Tuesday, August 15, 2006

PM Partner update 14-15 August

PM Partner update
This week we'll be looking at two very important topics on PM Partner - communications and citizen and user engagement. How well do your partners communicate with each other, with staff and stakeholders and with the community at large? Are you of the opinion that partnerships shouldn't have a public "persona" themselves (e.g. citizens don't care who delivers so long as delivery is good) or do you think it's important to demonstrate that partners are working together?

Also, engaging with users, citizens or community groups is increasingly important and there's increasingly an emphasis on working with users to deliver better outcomes. How individuals partners harness their own work in engaging users (from consultation to co-production) and bring this experience together for improved outcomes.

There are already some great resources and contributions on these pages, but we need your view, too. You can always find the current topics at: http://pmpartner.editme.com/thisweek


What's your story?
Last week I sent an extra email asking participants to create their own page - we've already had quite a few contributions. Each of them is different, but at the same time exactly what I had in mind. They're about personal experience, interesting practice and organisational approach. You can find them all at the "my pages index" This is a great way of sharing practice and finding out what others are doing, but it will only work if a good number of people contribute. So go on...

One person emailed me afterwards to say how fun it had been. We have full instructions here.
I'll highlight some of these contributions later on today.

Made to measure
We're still looking at the performance measurement and monitoring topic, too. It would be really helpful if you could share your own examples of performance reporting here or on your own page.

Keeping in touch:
You can always find out what recent contributions have been through the daily update.

What's new?
Our policy discussion page has some quite interesting dialogue around the relationship between central and local government and the "duty to cooperate".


Description of the task: Work out how many lines below contain the word "their", then give that number alone.

Recorded information START

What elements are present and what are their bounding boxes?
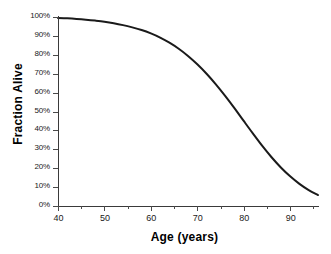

Recorded information END
Recorded information START

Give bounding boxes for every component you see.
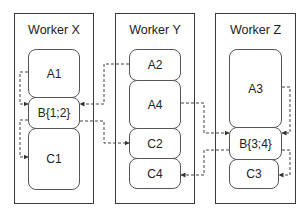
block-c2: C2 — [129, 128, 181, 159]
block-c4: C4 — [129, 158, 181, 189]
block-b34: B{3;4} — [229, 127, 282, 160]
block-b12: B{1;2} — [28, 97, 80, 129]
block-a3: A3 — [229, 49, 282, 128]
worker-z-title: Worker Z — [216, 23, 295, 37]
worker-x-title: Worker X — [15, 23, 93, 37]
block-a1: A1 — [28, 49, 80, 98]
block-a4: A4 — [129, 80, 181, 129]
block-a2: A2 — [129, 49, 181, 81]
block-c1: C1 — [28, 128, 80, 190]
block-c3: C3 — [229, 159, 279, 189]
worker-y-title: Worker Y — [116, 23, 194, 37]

Recorded information END
Recorded information START

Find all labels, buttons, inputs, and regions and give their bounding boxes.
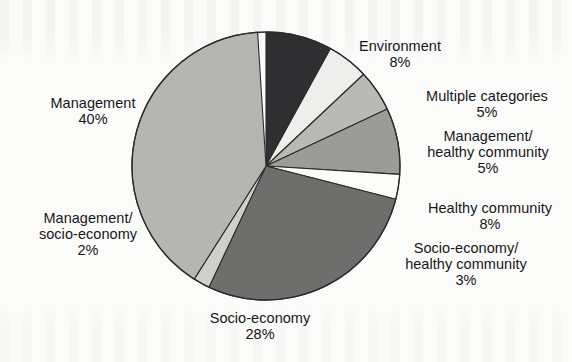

Recorded information END

Written answer: 2